Would you care to explain exactly how He can know this
the most simple answer is that he destined it. When? not at the beginning but when man's evil was sufficient such that such a prediction was possible, if there was a prediction at all.
As I've said, I have no problem with God destining the specific way in which evil works out provided that the necessity of the evil is not traced back to him.
However, I don't know that we should believe that this was destined. I'm fine with it if there is a scripture that you could point to, and I'm sure that there is, but I doubt it is a prophecy such that it had to come to pass. If it was though, then of course that is the earliest that it was destined.
So how can God know that there would be evil men to do such. one reasonable answer is out of statistical necessity, which is a necessity that allows for indeterminism and does not require reprobation or that any particular should sin without lending himself to a certain degree of depravity such that he should willingly take an innocent man to be condemned to death.
That necessity arose from the rebellion of God's people though and was not foreknown before the people went down a certain road.
And there is always the possibility that this was a conditional prophecy, (again if there was such a predictive prophecy at all).
concerning an earlier post of yours.
Though I’d note that the WC also, in addition to that bit you just quoted, states that God does this in such a way that no violence is done to the will of the creature, etc.
the problem that I was citing is not directly with the WC's view of free will. It's with the role of foreknowledge that you posited earlier.
If we consider God and what He knows prior to Creation, and grant that He has foreknowledge of everything that will come to pass, whether those things will be caused by Him directly or freely performed by creatures, then if He proceeds and effectuates that potential creation, by virtue of His certain foreknowledge, everything that comes to pass has been predestined.

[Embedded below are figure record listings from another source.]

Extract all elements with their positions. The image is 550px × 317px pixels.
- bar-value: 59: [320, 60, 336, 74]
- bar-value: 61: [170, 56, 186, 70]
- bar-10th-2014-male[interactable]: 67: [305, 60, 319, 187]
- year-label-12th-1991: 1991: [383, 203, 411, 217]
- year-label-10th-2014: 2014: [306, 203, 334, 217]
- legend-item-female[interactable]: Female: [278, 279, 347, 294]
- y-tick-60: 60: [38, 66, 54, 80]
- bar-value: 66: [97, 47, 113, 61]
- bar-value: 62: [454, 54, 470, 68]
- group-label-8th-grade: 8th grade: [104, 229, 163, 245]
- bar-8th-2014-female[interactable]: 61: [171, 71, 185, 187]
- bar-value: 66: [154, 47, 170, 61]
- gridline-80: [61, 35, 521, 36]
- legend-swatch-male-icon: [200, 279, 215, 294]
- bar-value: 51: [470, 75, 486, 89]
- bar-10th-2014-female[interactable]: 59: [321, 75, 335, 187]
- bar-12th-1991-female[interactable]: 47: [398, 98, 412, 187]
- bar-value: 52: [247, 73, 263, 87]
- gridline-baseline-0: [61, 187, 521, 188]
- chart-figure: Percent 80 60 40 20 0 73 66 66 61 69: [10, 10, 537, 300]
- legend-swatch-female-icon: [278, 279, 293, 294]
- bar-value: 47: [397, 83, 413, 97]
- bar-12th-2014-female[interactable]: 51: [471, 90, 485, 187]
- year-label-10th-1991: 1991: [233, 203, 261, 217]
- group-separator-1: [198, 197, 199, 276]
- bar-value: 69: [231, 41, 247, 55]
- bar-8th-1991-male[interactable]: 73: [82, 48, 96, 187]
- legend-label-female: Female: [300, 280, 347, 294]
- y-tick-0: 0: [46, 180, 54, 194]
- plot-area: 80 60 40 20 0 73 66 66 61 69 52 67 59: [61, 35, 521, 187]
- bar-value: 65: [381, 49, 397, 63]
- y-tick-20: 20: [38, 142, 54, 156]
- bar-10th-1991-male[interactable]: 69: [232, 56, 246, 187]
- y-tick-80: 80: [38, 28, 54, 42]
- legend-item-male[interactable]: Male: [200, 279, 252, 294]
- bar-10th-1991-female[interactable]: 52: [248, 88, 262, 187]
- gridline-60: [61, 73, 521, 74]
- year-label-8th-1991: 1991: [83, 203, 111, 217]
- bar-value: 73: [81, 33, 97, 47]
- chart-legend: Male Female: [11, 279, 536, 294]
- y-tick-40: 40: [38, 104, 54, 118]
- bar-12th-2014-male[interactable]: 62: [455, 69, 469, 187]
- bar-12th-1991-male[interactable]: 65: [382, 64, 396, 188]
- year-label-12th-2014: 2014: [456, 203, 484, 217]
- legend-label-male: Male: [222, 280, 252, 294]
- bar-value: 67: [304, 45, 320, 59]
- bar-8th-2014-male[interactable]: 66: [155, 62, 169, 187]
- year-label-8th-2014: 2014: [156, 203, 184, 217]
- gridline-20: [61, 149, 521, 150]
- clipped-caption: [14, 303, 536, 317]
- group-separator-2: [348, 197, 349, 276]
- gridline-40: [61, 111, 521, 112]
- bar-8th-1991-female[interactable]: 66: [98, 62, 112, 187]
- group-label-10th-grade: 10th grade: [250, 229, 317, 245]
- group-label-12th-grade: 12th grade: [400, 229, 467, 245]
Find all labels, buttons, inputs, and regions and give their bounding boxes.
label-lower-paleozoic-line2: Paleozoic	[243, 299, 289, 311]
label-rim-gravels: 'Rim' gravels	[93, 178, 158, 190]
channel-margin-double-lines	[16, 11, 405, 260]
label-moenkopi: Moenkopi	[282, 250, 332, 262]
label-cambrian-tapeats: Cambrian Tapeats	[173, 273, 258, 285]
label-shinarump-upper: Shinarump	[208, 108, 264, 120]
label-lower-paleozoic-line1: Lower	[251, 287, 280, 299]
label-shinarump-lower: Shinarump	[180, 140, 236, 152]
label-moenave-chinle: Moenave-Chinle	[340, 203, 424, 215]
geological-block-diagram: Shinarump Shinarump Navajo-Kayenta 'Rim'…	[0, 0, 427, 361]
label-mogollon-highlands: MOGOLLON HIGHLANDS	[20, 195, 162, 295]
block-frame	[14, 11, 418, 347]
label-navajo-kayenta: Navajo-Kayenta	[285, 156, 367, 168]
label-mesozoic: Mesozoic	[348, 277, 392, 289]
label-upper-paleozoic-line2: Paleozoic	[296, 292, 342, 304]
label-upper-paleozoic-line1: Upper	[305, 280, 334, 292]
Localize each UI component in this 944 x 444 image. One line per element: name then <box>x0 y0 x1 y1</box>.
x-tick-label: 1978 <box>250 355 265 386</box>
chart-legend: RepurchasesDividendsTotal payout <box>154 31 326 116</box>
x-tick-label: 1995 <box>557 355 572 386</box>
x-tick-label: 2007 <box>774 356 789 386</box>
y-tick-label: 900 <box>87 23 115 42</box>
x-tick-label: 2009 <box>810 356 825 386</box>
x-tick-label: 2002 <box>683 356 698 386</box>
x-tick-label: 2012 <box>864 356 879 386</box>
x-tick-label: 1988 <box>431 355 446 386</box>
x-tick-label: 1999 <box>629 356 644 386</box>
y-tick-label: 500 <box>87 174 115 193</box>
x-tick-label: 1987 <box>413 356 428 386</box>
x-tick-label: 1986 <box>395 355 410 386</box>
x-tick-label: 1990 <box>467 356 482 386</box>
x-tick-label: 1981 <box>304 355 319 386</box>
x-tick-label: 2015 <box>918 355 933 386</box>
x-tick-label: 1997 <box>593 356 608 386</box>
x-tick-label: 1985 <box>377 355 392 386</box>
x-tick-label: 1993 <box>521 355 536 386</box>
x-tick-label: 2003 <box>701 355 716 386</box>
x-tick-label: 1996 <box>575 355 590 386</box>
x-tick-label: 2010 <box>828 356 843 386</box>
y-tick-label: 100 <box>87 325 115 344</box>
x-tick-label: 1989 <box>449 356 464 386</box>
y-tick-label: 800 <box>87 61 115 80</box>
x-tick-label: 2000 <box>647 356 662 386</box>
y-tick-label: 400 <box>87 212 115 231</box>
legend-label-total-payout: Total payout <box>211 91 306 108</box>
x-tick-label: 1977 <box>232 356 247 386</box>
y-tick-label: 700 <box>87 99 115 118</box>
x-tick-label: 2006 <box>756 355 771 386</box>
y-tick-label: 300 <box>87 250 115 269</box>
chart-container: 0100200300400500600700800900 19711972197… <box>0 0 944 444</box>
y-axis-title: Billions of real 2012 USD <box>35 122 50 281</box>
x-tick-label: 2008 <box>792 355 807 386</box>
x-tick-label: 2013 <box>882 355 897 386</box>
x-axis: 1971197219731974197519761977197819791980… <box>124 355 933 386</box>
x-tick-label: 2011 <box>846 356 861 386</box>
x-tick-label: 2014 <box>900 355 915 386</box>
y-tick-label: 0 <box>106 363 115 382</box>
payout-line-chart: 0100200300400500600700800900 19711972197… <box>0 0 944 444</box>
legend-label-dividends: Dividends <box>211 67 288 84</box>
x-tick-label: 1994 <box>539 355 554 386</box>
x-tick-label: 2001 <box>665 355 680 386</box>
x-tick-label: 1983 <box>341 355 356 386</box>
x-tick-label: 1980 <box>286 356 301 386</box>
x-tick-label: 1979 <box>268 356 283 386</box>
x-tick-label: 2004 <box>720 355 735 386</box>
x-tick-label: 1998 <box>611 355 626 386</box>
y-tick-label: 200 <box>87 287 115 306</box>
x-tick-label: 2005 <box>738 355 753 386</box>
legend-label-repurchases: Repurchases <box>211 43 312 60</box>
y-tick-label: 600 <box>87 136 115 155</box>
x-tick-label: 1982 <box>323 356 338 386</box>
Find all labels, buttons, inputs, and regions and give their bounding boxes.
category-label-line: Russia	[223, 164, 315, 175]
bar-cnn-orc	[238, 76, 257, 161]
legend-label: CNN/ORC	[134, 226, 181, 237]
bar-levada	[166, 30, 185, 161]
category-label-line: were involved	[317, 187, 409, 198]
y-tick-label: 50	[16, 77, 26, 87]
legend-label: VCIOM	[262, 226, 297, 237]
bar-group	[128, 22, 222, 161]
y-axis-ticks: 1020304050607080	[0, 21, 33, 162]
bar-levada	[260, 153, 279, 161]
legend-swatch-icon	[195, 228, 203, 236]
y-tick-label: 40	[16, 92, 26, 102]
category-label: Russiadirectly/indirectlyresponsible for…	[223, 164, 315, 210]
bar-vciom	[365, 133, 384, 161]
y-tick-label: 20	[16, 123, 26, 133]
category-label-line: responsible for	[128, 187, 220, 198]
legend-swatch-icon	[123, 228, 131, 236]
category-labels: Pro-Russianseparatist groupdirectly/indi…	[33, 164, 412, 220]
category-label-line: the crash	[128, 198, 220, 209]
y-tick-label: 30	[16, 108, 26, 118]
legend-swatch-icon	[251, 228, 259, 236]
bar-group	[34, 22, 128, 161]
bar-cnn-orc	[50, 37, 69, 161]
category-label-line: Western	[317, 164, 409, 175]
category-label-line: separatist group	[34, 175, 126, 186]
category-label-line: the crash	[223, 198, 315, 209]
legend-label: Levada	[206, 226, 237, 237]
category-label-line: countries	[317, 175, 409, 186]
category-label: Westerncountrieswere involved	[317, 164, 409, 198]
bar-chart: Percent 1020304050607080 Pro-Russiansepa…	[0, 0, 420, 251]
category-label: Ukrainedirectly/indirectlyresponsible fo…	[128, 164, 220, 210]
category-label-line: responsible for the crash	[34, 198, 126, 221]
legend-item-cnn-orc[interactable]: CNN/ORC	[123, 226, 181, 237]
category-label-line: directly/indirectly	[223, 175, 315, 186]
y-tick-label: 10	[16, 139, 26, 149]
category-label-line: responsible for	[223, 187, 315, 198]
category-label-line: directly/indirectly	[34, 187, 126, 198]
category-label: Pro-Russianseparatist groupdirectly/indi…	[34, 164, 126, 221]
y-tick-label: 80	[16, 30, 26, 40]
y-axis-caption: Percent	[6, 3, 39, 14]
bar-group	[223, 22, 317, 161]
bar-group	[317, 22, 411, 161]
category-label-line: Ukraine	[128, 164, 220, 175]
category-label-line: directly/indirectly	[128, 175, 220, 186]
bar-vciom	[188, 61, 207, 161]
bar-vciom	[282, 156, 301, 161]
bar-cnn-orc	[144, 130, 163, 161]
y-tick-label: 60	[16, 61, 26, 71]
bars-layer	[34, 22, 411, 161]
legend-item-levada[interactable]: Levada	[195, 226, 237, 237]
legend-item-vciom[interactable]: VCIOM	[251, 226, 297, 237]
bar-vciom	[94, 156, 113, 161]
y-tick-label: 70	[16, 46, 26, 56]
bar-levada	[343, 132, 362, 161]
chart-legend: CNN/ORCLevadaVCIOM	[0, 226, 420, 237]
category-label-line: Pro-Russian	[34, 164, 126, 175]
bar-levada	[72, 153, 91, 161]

The WC explicitely says that God does not predestine according to foreknowledge. For many Calvinist theologians, including Calvin I believe, God's foreknowledge is based solely on predestination and there is no fact of the matter about the way creation will be apart from that. God doesn't look at the free actions that will be taken if He does such and such. He ordains everything precisely according to his will. What you've described sounds more like molinism.